The McKinstreys were eventually turned away from the home because they were devout supporters of the British Crown.  After Taunton’s Liberty and Union flag was raised in the city’s center on October 21, 1774, the locals reacted to the McKinstrey family’s scorn.  According to Two Men of Taunton: In the Course of Human Events, 1731-1829, Mrs. McKinstrey,

…took no pains to conceal her contempt for the Patriots. Her neighbors endured her scorn for a while; then, one morning, these women of the New England Taunton, jealous because Mistress McKinstry was still enjoying her afternoon tea, proceeded to her house on High Street (as the women marched in Old English Taunton during Monmouth's Rebellion), dragged her from her fireside, marched her down to the Green, and around the Liberty Pole in humiliating token of allegiance.

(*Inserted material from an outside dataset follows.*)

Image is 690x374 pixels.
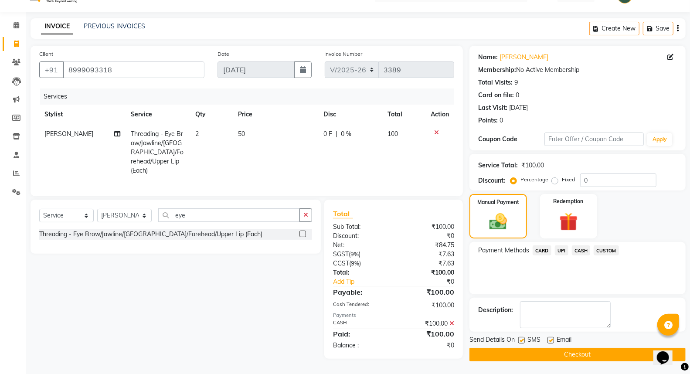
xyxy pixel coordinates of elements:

In 1779, the doctor's house and property were confiscated by the Massachusetts Legislature because of the doctor's Tory sympathies during the Revolutionary War. In 1828, his property was sold. The St. Thomas Church was built on his property and remains there to this day. The house still stands as the rectory for the Church. The McKinstrey House was added to the National Register of Historic Places in 1984.

McKinstrey House 1759. SouthCoast Ghost. Accessed May 13, 2017. http://southcoastghost.weebly.com/taunton.html.

Before Old Glory, There Was the Taunton Flag. New England Historical Society. Accessed May 13, 2017. http://www.newenglandhistoricalsociety.com/before-old-glory-there-was-the-taunton-flag/.

Davol, Ralph. Two Men of Taunton: In the Course of Human Events, 1731-1829. Taunton, MA. Davol Publishing Company, 1912.